Streaming services, app subscriptions, and "free trial" conversions all exploit a related mechanism. You sign up in a moment of genuine interest and project that interest forward. You do not adequately account for the regression to baseline that tends to follow novelty. The subscription billing continues long after the enthusiasm has faded, because cancellation requires effort and because — at each renewal moment — the current mild-use state is again projected forward.

Can You Correct for It?

The partial antidote to projection bias is the same as for many forecasting errors: reference class thinking. Instead of imagining how you will feel, ask how you have typically felt in similar situations after the novelty wore off. Instead of asking "how motivated will I be to go to the gym?", ask "how often have I historically exercised regularly when I didn't have a specific commitment forcing me to?". Past behaviour in similar states is a much better predictor than current-state enthusiasm.

A second strategy is deliberate time-shifting: force yourself to make the decision from an imagined future state. Before buying the convertible on a sunny day, ask yourself: how will I feel about this in February, on a rainy commute? Before signing up for a new subscription while excited, schedule a calendar reminder to evaluate it in six weeks. The act of mentally simulating the non-excited state provides a partial corrective to the projection.

That said, projection bias is robust because it operates at a level below deliberate reasoning. Knowing about it does not eliminate it — as Loewenstein and colleagues noted, people who had experienced a state multiple times (and thus had good experiential data) still showed significant projection from their current state.
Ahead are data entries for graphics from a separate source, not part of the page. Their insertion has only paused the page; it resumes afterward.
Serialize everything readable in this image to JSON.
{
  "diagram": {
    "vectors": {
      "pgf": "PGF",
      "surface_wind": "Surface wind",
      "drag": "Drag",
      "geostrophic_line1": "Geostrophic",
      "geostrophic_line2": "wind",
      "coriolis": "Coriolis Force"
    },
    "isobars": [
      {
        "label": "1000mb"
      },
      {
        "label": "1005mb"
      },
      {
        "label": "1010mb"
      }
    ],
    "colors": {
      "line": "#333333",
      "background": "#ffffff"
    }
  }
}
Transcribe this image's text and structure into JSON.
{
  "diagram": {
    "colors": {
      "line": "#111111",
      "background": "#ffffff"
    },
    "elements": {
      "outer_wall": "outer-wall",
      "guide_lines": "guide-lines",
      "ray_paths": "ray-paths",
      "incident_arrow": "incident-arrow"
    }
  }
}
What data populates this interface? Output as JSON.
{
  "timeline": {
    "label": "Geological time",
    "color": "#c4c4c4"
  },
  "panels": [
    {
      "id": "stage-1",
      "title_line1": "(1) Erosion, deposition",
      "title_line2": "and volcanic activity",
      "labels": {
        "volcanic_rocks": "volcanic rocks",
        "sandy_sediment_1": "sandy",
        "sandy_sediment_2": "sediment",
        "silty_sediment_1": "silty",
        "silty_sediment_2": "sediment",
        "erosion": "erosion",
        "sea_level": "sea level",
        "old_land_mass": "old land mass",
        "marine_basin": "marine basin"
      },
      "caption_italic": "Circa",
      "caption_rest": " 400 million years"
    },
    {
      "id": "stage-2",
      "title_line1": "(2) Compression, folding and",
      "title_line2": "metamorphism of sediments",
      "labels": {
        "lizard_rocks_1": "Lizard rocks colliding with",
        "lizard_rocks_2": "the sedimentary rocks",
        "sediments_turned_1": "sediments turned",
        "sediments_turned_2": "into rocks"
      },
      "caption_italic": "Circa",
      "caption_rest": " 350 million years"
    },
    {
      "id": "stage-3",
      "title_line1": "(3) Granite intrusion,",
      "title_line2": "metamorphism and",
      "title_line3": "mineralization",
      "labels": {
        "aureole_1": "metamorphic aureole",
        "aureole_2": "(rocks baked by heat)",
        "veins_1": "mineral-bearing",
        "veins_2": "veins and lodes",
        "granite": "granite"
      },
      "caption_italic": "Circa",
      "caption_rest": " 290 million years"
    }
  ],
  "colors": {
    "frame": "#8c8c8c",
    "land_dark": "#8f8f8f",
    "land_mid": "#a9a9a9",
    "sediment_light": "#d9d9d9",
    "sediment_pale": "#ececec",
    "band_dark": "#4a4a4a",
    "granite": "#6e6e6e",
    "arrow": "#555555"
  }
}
The error is sticky because it is embedded in how we access and simulate future states, not just in our conscious reasoning.

Sources & Further Reading

  • Loewenstein, G., O'Donoghue, T., & Rabin, M. "Projection Bias in Predicting Future Utility." Quarterly Journal of Economics 118, no. 4 (2003): 1209–1248.
  • DellaVigna, S., & Malmendier, U. "Paying Not to Go to the Gym." American Economic Review 96, no. 3 (2006): 694–719.
  • Conlin, M., O'Donoghue, T., & Vogelsang, T. J. "Projection Bias in Catalog Orders." American Economic Review 97, no. 4 (2007): 1217–1249.
  • Loewenstein, G., & Schkade, D. "Wouldn't It Be Nice? Predicting Future Feelings." In Well-Being: The Foundations of Hedonic Psychology, ed. Kahneman, Diener, & Schwarz (1999).